William Randolph Hearst
William Randolph Hearst

Other villains appear. The respectable citizens who lynched Leo Frank, the politically ambitious prosecutor, Hugh Dorsey, the immoral and irresponsible journalists of Georgia, particularly William Randolph Hearst (whose paper was, at first, pro-Leo Frank) --- all of these contributed in major ways to this hideous miscarriage of justice.

A few heroes appear. The courageous governor of Georgia, John Slaton, who, recognizing a possible injustice, commuted Leo Frank's death sentence to life imprisonment, only to see his compassionate act thwarted by the bigoted citizens of Marietta, Georgia, is one hero. Another is the principled editor of the Augusta Chronicle, Thomas Loyless, who challenged Tom Watson and the perverted Establishment of Atlanta. A third is the well-meaning and guilt-ridden attorney of Jim Conley, William Smith, who spent the years after the trial doing good works to atone for his expert coaching of the probable actual murderer, Jim Conley.

But, as it turned out, the heroes lost. While they survive in history and Oney's book with admirable dignity, they were no match for the forces loose at the time. Their futility heightens the tragedy of this case.

And, of course, there is the Klan. The Mary Phagan murder and the death of Leo Frank, occurring as they did in the context of a morally primitive Georgia society, gave impetus to a revival of the Ku Klux Klan (after fifty years of obscurity) that persisted well into the Civil Rights Era of the 1960s. The lynch mob from Marietta was merely a nascent local chapter of the Klan, ready to be born to do what the Klan did best, to spread mistrust, bigotry, hatred, and vigilantism.

In the end, this important contribution to a famous case is fascinating in its detail, but immensely depressing. Throughout its pages, the tragedy unfolds with inexorable certainty, leading to the inevitable oak tree and rope in Frey's Field on the outskirts of Marietta, Georgia. It is a painful case to relive.
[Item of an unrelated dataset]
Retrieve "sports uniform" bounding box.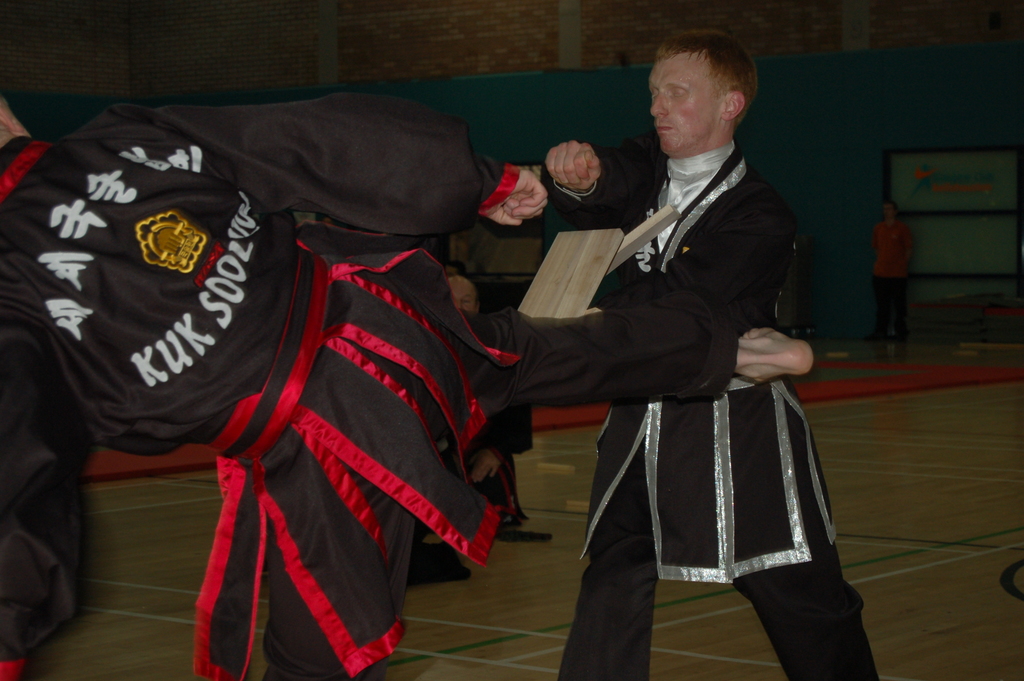
Bounding box: 552 141 881 680.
Lucille Frank, Leo's wife and supporter
Lucille Frank, Leo's wife
and supporter

But the tragedy did not end there. In the last quarter of his book, Oney teases out the lives of those involved. Jim Conley continued in a life of drunkenness, wife-beating, and crime, eventually disappearing some time in the early 1940s. Watson, agrarian and reformer, went to the Senate, riding his popularity as a bigot and racist, thankfully expiring early in his term. Hugh Dorsey, like Watson, capitalized on his fame from the Leo Frank case, and became Governor of Georgia, amazingly, quite a good governor. The heroes, Slaton, Smith, and Loyless, were not as successful, and lived their lives in comparative obscurity, essentially sad figures. Most tragic of all, Lucille Frank, Leo's widow, lived until 1957, never remarrying, maintaining the innocence of her husband. She had, as a sobering memento, her husband's wedding ring, the ring that he gave to one of the lynch mob to give to his wife just before they kicked the wagon out from under him.